Grapevinenewyorktimes

“It was not only a place to warm the inner man with the fermented juice of the grape, malted beers, and fine musty ale, but a place where good fellows met, as in the more palatial clubs today, to match their wits, tell the latest story, and discuss in a friendly way the political destinies of the nation,” wrote The New York Times

Speaking of warming the inner man, one ex-owner was proud that he didn’t serve women.

“Never in my career have a sold a drink to a woman,” the Times quoted him. “No women were allowed in the place. It was no hang-out for roisterers. . . . From the day I went there in 1870 [it] was a gentleman’s cafe.”

Where Bob Dylan got his start in the Village

August 27, 2009

In April 1961, Dylan played his first paying gig at Gerde’s Folk City, an early folk music venue in the Village and a launching pad for Judy Collins, Joan Baez, Phil Ochs, and other 1960s folkie legends.

Gerdesfolkcity

A very enthusiastic review in the New York Times that September helped make him a household name:

“A bright new face in folk music is appearing at Gerde’s Folk City,” write reviewer (and eventual Dylan biographer) Robert Shelton. “Although only 20 years old, Bob Dylan is one of the most distinctive stylists to play in a Manhattan cabaret in months.

“Resembling a cross between a choir boy and a beatnik, Mr. Dylan has a cherubic look and a mop of tousled hair . . . . His clothes may need a bit of tailoring, but when he works his guitar, harmonica, and piano and composes new songs faster than he can remember them, there is no doubt that he is bursting at the seams with talent.” 

Gerdesreview

A review of Gerde’s from The New Inside Guide to Greenwich Village, 1965

Gerde’s was at West Fourth Street, at Mercer. The club moved to West Third Street in the 1970s, closing up shop in the 1980s. The West Fourth Street building in the photo above was torn down, replaced by a structure housing Hebrew Union College.

The New York Sun’s “Great Moon Hoax” of 1835

August 19, 2009

Life on the moon? Yep, it’s really true, and the New York Sun had the exclusive scoop. In late August 1835, the newspaper published a week-long series covering a powerful telescope that allowed astronomers to view the moon’s surface.

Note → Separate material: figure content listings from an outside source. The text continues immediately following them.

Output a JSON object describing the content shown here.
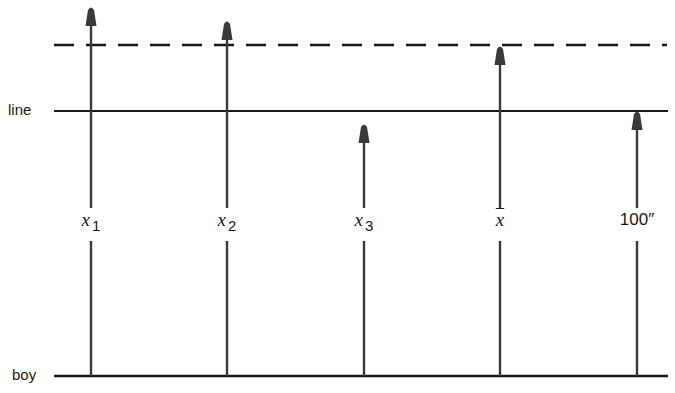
{
  "colors": {
    "ink": "#1a1a1a",
    "arrow": "#3a3a3a",
    "background": "#ffffff"
  },
  "levels": {
    "line": {
      "label": "line",
      "y": 111
    },
    "boy": {
      "label": "boy",
      "y": 376
    },
    "dashed": {
      "label": "",
      "y": 45
    }
  },
  "arrows": [
    {
      "id": "x1",
      "var": "x",
      "sub": "1",
      "bar": false,
      "x": 91,
      "tip_y": 6
    },
    {
      "id": "x2",
      "var": "x",
      "sub": "2",
      "bar": false,
      "x": 227,
      "tip_y": 20
    },
    {
      "id": "x3",
      "var": "x",
      "sub": "3",
      "bar": false,
      "x": 364,
      "tip_y": 123
    },
    {
      "id": "xbar",
      "var": "x",
      "sub": "",
      "bar": true,
      "x": 500,
      "tip_y": 45
    },
    {
      "id": "100in",
      "var": "",
      "sub": "",
      "text": "100″",
      "bar": false,
      "x": 637,
      "tip_y": 110
    }
  ],
  "label_gap": {
    "top": 208,
    "bottom": 241
  }
}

So what was on the moon? According to the Sun, living the lunar life were winged humans called “man-bats,” bison, unicorns, beavers walking on two legs, as well as rivers, valleys, and forests. The lithograph below gives you an idea.

Greatmoonhoax1935

Of course, it was all a hoax planned by the paper’s editors, designed to drum up circulation. The stunt worked, but then, the Sun tallied its own circ numbers, so who really knows.

Many New Yorkers fell for it while others weren’t sure what to think. The Sun raised the possibility that the story wasn’t true in a September 1835 article, but they never ‘fessed up completely.

The Sun has one lovely legacy: this weathered yet elegant clock-thermometer that survives on Chambers Street.